Balan Wonderworld is a unique disappointment.

The character designer and lead programmer behind Sonic the Hedgehog unite once more, and while Arzest doesn't have the best track record they do have some number of former Sega staff. While its initial reveal didn't have much of an effect on me, as the months went by I began to wonder if this could be a kind of return to form, a rebirth of that classic Sega ethos that was largely lost not too long after they started releasing games on hardware that was not their own. The release of the game's demo, of course, quelled whatever hopes I had.

Discourse on the game around the time of its launch followed a clear pattern:

"The game is mediocre at best."

"It's for kids, of course an adult would find it dull."

"A game being for kids doesn't excuse its flaws."

Frankly, even if this game wasn't meant to be anything more than an ultra-accessible spectacle for toddlers (which I don't think is particularly unlikely), I think it trips over itself to get there.

Much has been said about the "1 button" philosophy, and at the very least I do think there is something interesting going on here. The sticks and buttons on the face of the controller, the part of the controller visible to the player, are manipulated with the thumbs and control the character; the shoulder buttons, atop the edge of the controller and pressed with the index fingers, control the more indirect and abstract costume switching. There is a very clear sort of psychological separation between these two elements of the game's control, and at first it could seem almost clever, that this is something which a person unfamiliar with games could find intuitive.

But there's one glaring issue with trying to interpret the controls this way: why do the triggers, which are also obscured by the face of the controller, act like face buttons when it would make more sense in this framework for them to have the same effect as the shoulder buttons? Is it because the game expects you to control the camera yourself, meaning that if you couldn't use your index finger to jump you would be stuck using the claw grip if you wanted to play with any degree of finesse? Is it because the game released not too long after the launch of two new consoles, each boasting their own form of Adaptive Haptic HD Rumble trigger vibration?

Whatever the case is, it's just one aspect of how this particular manifestation of the "1 button" mandate fails. Sonic the Hedgehog was a game that aimed to take the Mario platforming format, and lower the skill floor while raising the skill ceiling. It made the character control as simple as possible: get rid of the run button, and make acceleration a standard feature of movement. Jumping is then the only remaining action, but the complexity comes from how the player's basic abilities interact with the slopes and hazards of the environment, this is what makes the game hard to master.

What made Sonic easy to learn was not so simple as "all the buttons do the same thing", or even that the player could always jump. The most vital piece of the puzzle is that pressing a button always consistently performed a single action.

Balan Wonderworld is not a "1 button" game. That one button can perform so many possible actions that this simply isn't a worthwhile way to think about the game. It's an entire modular keyboard, but you only have 3 key caps, and you can only press one down at a time. The player's capabilities lie in such a tangled web of conditions that the simplicity of a single button is completely undermined, yet the limitations of each of those abilities are so rigid that there's no room for growth. Balan Wonderworld is a game that is hard to really grasp, and this knowledge has no reward.

Balan Wonderworld is a game with beautiful cinematics (that look so good in fact that they make the in-game graphics somewhat pitiable), a memorable soundtrack (though a certain amount of this is definitely due to how heavily it leans into tropes and borrows from its contemporaries), and lovable character designs (that are made mostly forgettable by the fact that this game has no dialogue and the story is instead buried in supplementary material). It even has some well-structured levels that would probably be a lot more fun to explore in a game that wasn't so scared of letting you interact with them. Even the mere conceit of the sort of "Sonic Team Reunion" that put this game into motion has since been revealed to be a begrudging one.

There are things to like about it, but each comes with some obvious contradiction nested within. I can't bring myself to truly hate Balan Wonderworld, but it is one of the most hollow and rote platformers I've played in years, possibly ever.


#### [REQUIRED WORK]
Find the lines holding the string "õppekava" in the data, then copy all of them.

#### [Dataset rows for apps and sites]
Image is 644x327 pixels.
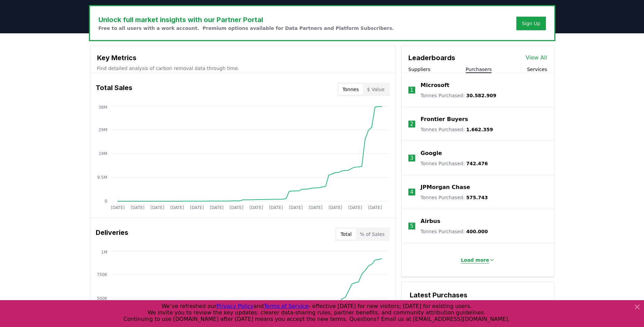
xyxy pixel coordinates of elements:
[170,205,184,210] tspan: [DATE]
[410,290,546,300] h3: Latest Purchases
[97,273,107,277] tspan: 750K
[421,92,497,99] p: Tonnes Purchased :
[421,194,488,201] p: Tonnes Purchased :
[356,229,389,240] button: % of Sales
[98,25,394,32] p: Free to all users with a work account. Premium options available for Data Partners and Platform S...
[421,115,468,124] a: Frontier Buyers
[101,250,107,254] tspan: 1M
[96,83,133,96] h3: Total Sales
[339,84,363,95] button: Tonnes
[98,105,107,110] tspan: 38M
[466,195,488,200] span: 575.743
[466,127,493,132] span: 1.662.359
[526,54,547,62] a: View All
[98,152,107,156] tspan: 19M
[410,86,414,94] p: 1
[522,20,540,27] a: Sign Up
[97,296,107,301] tspan: 500K
[96,227,128,241] h3: Deliveries
[368,205,382,210] tspan: [DATE]
[230,205,244,210] tspan: [DATE]
[269,205,283,210] tspan: [DATE]
[410,120,414,128] p: 2
[421,160,488,167] p: Tonnes Purchased :
[111,205,125,210] tspan: [DATE]
[421,218,440,225] a: Airbus
[190,205,204,210] tspan: [DATE]
[249,205,263,210] tspan: [DATE]
[328,205,342,210] tspan: [DATE]
[336,229,356,240] button: Total
[98,128,107,132] tspan: 29M
[97,65,389,72] p: Find detailed analysis of carbon removal data through time.
[210,205,224,210] tspan: [DATE]
[308,205,323,210] tspan: [DATE]
[421,183,470,192] a: JPMorgan Chase
[455,253,500,267] button: Load more
[409,66,431,73] button: Suppliers
[421,82,449,89] a: Microsoft
[421,228,488,235] p: Tonnes Purchased :
[466,229,488,234] span: 400.000
[410,188,414,196] p: 4
[97,175,107,180] tspan: 9.5M
[466,66,492,73] button: Purchasers
[131,205,144,210] tspan: [DATE]
[105,199,107,204] tspan: 0
[151,205,164,210] tspan: [DATE]
[466,93,497,98] span: 30.582.909
[349,205,362,210] tspan: [DATE]
[409,52,455,63] h3: Leaderboards
[289,205,303,210] tspan: [DATE]
[517,17,546,30] button: Sign Up
[527,66,547,73] button: Services
[410,222,414,230] p: 5
[421,150,442,157] a: Google
[97,52,389,63] h3: Key Metrics
[363,84,389,95] button: $ Value
[466,161,488,166] span: 742.476
[410,154,414,162] p: 3
[461,256,489,264] p: Load more
[421,126,493,133] p: Tonnes Purchased :
[98,15,394,25] h3: Unlock full market insights with our Partner Portal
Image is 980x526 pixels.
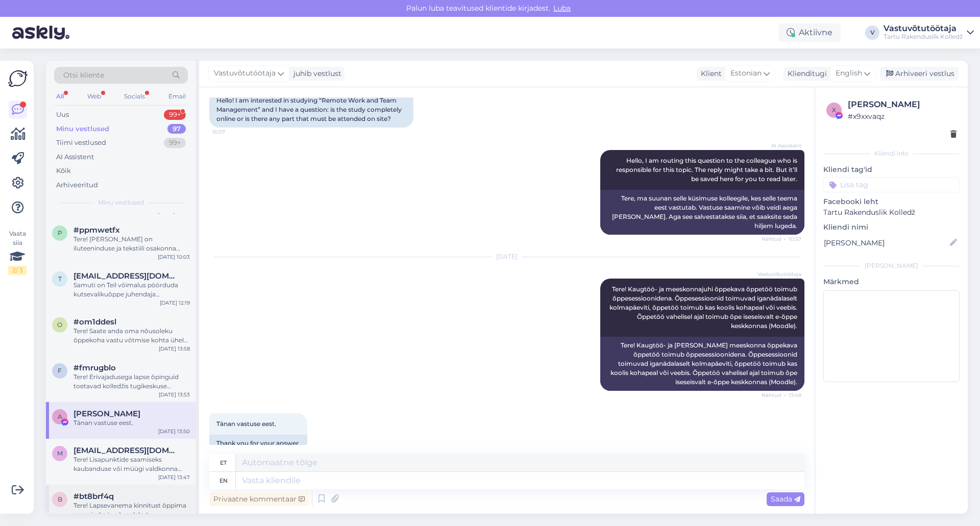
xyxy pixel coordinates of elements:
[757,270,801,278] span: Vastuvõtutöötaja
[212,128,250,135] span: 10:57
[164,137,186,148] div: 99+
[73,327,190,345] div: Tere! Saate anda oma nõusoleku õppekoha vastu võtmise kohta ühel erialal. Täiendav suvine vastuvõ...
[8,266,27,275] div: 2 / 3
[73,373,190,391] div: Tere! Erivajadusega lapse õpinguid toetavad kolledžis tugikeskuse spetsialistid. Täpsemalt saate ...
[778,23,840,42] div: Aktiivne
[73,235,190,253] div: Tere! [PERSON_NAME] on iluteeninduse ja tekstiili osakonna juhataja, seega tema poolt edastatud i...
[56,152,94,162] div: AI Assistent
[823,222,959,233] p: Kliendi nimi
[158,253,190,261] div: [DATE] 10:03
[64,70,104,81] span: Otsi kliente
[57,449,63,458] span: m
[823,276,959,287] p: Märkmed
[98,198,144,207] span: Minu vestlused
[209,492,308,506] div: Privaatne kommentaar
[209,435,307,452] div: Thank you for your answer.
[73,272,180,280] span: trohumzuksnizana@gmail.com
[73,280,190,299] div: Samuti on Teil võimalus pöörduda kutsevalikuõppe juhendaja [PERSON_NAME] [PERSON_NAME] e-posti aa...
[73,226,120,235] span: #ppmwetfx
[56,180,98,190] div: Arhiveeritud
[57,367,62,375] span: f
[73,446,180,456] span: marialiis60@gmail.com
[158,428,190,435] div: [DATE] 13:50
[8,69,27,88] img: Askly Logo
[761,391,801,399] span: Nähtud ✓ 13:48
[865,25,879,40] div: V
[56,166,71,176] div: Kõik
[166,90,188,103] div: Email
[159,345,190,353] div: [DATE] 13:58
[884,25,962,33] div: Vastuvõtutöötaja
[832,106,836,114] span: x
[823,261,959,270] div: [PERSON_NAME]
[884,25,974,41] a: VastuvõtutöötajaTartu Rakenduslik Kolledž
[164,109,186,120] div: 99+
[73,317,116,327] span: #om1ddesl
[73,409,140,419] span: Anna Gulakova
[220,454,226,471] div: et
[600,190,804,235] div: Tere, ma suunan selle küsimuse kolleegile, kes selle teema eest vastutab. Vastuse saamine võib ve...
[58,275,62,282] span: t
[847,98,956,111] div: [PERSON_NAME]
[73,456,190,473] div: Tere! Lisapunktide saamiseks kaubanduse või müügi valdkonna töökogemuse tõendamiseks saate lisada...
[158,473,190,482] div: [DATE] 13:47
[823,149,959,158] div: Kliendi info
[600,337,804,391] div: Tere! Kaugtöö- ja [PERSON_NAME] meeskonna õppekava õppetöö toimub õppesessioonidena. Õppesessioon...
[823,237,948,248] input: Lisa nimi
[216,420,276,428] span: Tänan vastuse eest.
[879,67,958,81] div: Arhiveeri vestlus
[85,90,103,103] div: Web
[73,363,116,373] span: #fmrugblo
[847,111,956,122] div: # x9xxvaqz
[168,124,186,134] div: 97
[220,472,228,490] div: en
[8,229,27,275] div: Vaata siia
[54,90,66,103] div: All
[56,109,69,120] div: Uus
[73,492,114,501] span: #bt8brf4q
[823,164,959,175] p: Kliendi tag'id
[884,33,962,41] div: Tartu Rakenduslik Kolledž
[761,235,801,243] span: Nähtud ✓ 10:57
[763,142,801,150] span: AI Assistent
[823,177,959,192] input: Lisa tag
[57,496,62,503] span: b
[73,501,190,520] div: Tere! Lapsevanema kinnitust õppima asumiseks ja nõusolekut isikuandmete töötlemiseks palume hilje...
[209,252,804,261] div: [DATE]
[730,68,761,79] span: Estonian
[771,495,800,503] span: Saada
[609,285,799,330] span: Tere! Kaugtöö- ja meeskonnajuhi õppekava õppetöö toimub õppesessioonidena. Õppesessioonid toimuva...
[835,68,862,79] span: English
[56,124,109,134] div: Minu vestlused
[616,157,799,183] span: Hello, I am routing this question to the colleague who is responsible for this topic. The reply m...
[823,207,959,218] p: Tartu Rakenduslik Kolledž
[159,391,190,399] div: [DATE] 13:53
[214,68,276,79] span: Vastuvõtutöötaja
[56,137,106,148] div: Tiimi vestlused
[697,68,721,79] div: Klient
[209,92,413,128] div: Hello! I am interested in studying “Remote Work and Team Management” and I have a question: is th...
[823,196,959,207] p: Facebooki leht
[160,299,190,306] div: [DATE] 12:19
[289,68,341,79] div: juhib vestlust
[57,321,62,329] span: o
[122,90,147,103] div: Socials
[550,3,574,13] span: Luba
[73,419,190,428] div: Tänan vastuse eest.
[57,413,62,421] span: A
[57,229,62,237] span: p
[783,68,827,79] div: Klienditugi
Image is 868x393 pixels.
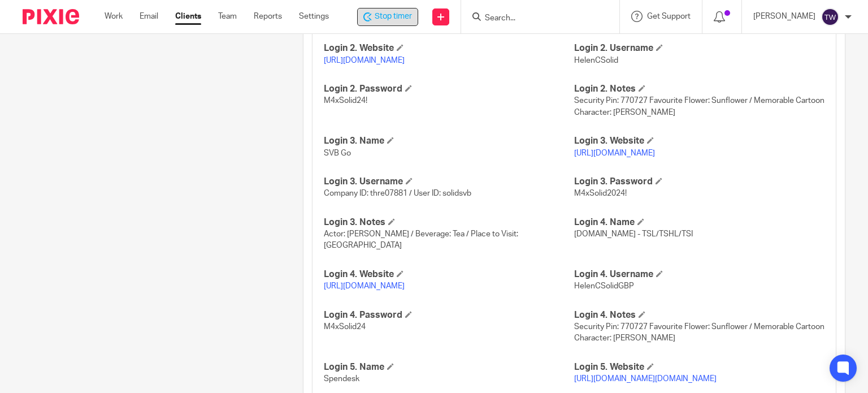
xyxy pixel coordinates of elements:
h4: Login 3. Username [323,176,574,187]
span: HelenCSolidGBP [574,282,634,290]
span: [DOMAIN_NAME] - TSL/TSHL/TSI [574,230,693,238]
span: Stop timer [374,11,412,22]
div: Solidatus (Threadneedle Ltd T/A) [357,8,418,26]
a: Clients [175,11,201,22]
img: Pixie [22,9,79,24]
h4: Login 2. Notes [574,83,824,95]
h4: Login 4. Password [323,309,574,321]
h4: Login 3. Name [323,136,574,147]
span: HelenCSolid [574,57,618,64]
h4: Login 3. Notes [323,216,574,228]
a: [URL][DOMAIN_NAME] [574,149,655,157]
img: svg%3E [820,8,839,26]
a: Work [104,11,123,22]
h4: Login 2. Website [323,42,574,55]
a: Team [218,11,237,22]
h4: Login 4. Notes [574,309,824,321]
input: Search [483,14,585,23]
span: Security Pin: 770727 Favourite Flower: Sunflower / Memorable Cartoon Character: [PERSON_NAME] [574,97,824,116]
a: Settings [299,11,328,22]
h4: Login 4. Username [574,268,824,281]
span: SVB Go [323,149,351,157]
h4: Login 5. Name [323,361,574,373]
a: Email [139,11,158,22]
span: M4xSolid24! [323,97,367,104]
span: M4xSolid24 [323,323,365,331]
a: [URL][DOMAIN_NAME] [323,282,404,290]
h4: Login 2. Password [323,83,574,95]
span: M4xSolid2024! [574,189,626,197]
a: [URL][DOMAIN_NAME][DOMAIN_NAME] [574,374,716,383]
a: Reports [253,11,282,22]
h4: Login 4. Website [323,268,574,281]
span: Get Support [647,13,691,20]
h4: Login 3. Website [574,136,824,147]
h4: Login 5. Website [574,361,824,373]
h4: Login 3. Password [574,176,824,187]
a: [URL][DOMAIN_NAME] [323,57,404,64]
h4: Login 4. Name [574,216,824,228]
span: Company ID: thre07881 / User ID: solidsvb [323,189,472,197]
span: Security Pin: 770727 Favourite Flower: Sunflower / Memorable Cartoon Character: [PERSON_NAME] [574,323,824,342]
h4: Login 2. Username [574,42,824,55]
span: Spendesk [323,374,359,383]
p: [PERSON_NAME] [753,11,815,22]
span: Actor: [PERSON_NAME] / Beverage: Tea / Place to Visit: [GEOGRAPHIC_DATA] [323,230,518,250]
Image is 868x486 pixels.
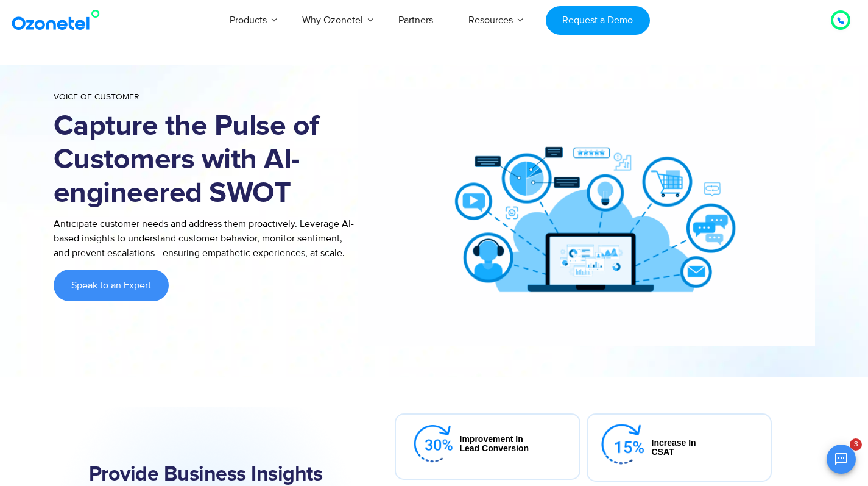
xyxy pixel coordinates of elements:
[54,217,359,261] p: Anticipate customer needs and address them proactively. Leverage AI-based insights to understand ...
[54,91,139,102] span: Voice of Customer
[850,438,862,451] span: 3
[546,6,651,34] a: Request a Demo
[54,110,359,211] h1: Capture the Pulse of Customers with AI-engineered SWOT
[827,444,856,473] button: Open chat
[72,280,151,290] span: Speak to an Expert
[460,434,529,453] div: Improvement in lead conversion
[54,269,169,301] a: Speak to an Expert
[651,438,697,457] div: Increase in CSAT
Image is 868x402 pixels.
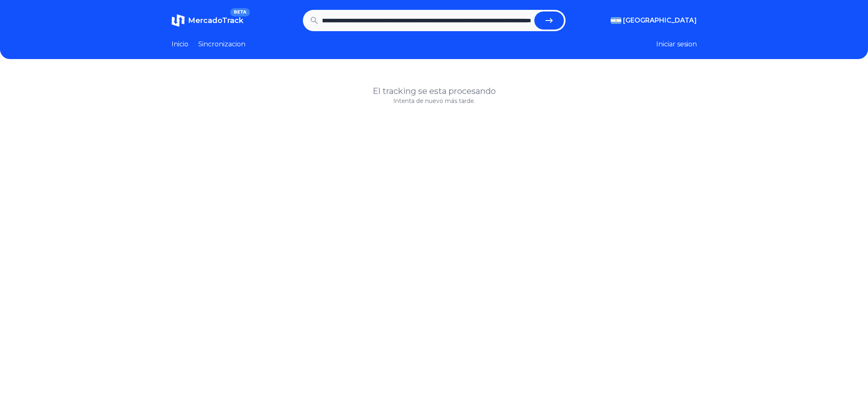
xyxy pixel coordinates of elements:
button: [GEOGRAPHIC_DATA] [611,16,697,25]
a: Sincronizacion [198,39,246,49]
button: Iniciar sesion [656,39,697,49]
h1: El tracking se esta procesando [172,85,697,97]
img: Argentina [611,17,621,23]
img: MercadoTrack [172,14,185,27]
span: [GEOGRAPHIC_DATA] [623,16,697,25]
span: MercadoTrack [188,16,243,25]
a: MercadoTrackBETA [172,14,243,27]
span: BETA [230,8,250,16]
p: Intenta de nuevo más tarde. [172,97,697,105]
a: Inicio [172,39,188,49]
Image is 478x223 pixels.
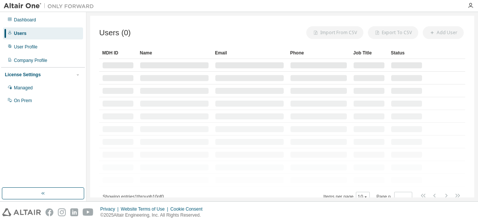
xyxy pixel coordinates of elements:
div: MDH ID [102,47,134,59]
div: Name [140,47,209,59]
div: On Prem [14,98,32,104]
p: © 2025 Altair Engineering, Inc. All Rights Reserved. [100,212,207,219]
span: Page n. [376,192,412,202]
div: Job Title [353,47,384,59]
button: Export To CSV [368,26,418,39]
button: Add User [422,26,463,39]
div: User Profile [14,44,38,50]
span: Showing entries 1 through 10 of 0 [103,194,164,199]
img: facebook.svg [45,208,53,216]
div: Status [390,47,422,59]
div: Privacy [100,206,121,212]
div: Email [215,47,284,59]
div: Company Profile [14,57,47,63]
span: Users (0) [99,29,131,37]
div: Cookie Consent [170,206,207,212]
img: linkedin.svg [70,208,78,216]
div: Dashboard [14,17,36,23]
span: Items per page [323,192,369,202]
div: License Settings [5,72,41,78]
div: Managed [14,85,33,91]
img: altair_logo.svg [2,208,41,216]
button: Import From CSV [306,26,363,39]
button: 10 [357,194,368,200]
img: instagram.svg [58,208,66,216]
div: Phone [290,47,347,59]
div: Users [14,30,26,36]
div: Website Terms of Use [121,206,170,212]
img: Altair One [4,2,98,10]
img: youtube.svg [83,208,93,216]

#### [ANSWER TO THIS PROBLEM]
[600,337,804,391] div: Tere! Kaugtöö- ja [PERSON_NAME] meeskonna õppekava õppetöö toimub õppesessioonidena. Õppesessioon...
[609,285,799,330] span: Tere! Kaugtöö- ja meeskonnajuhi õppekava õppetöö toimub õppesessioonidena. Õppesessioonid toimuva...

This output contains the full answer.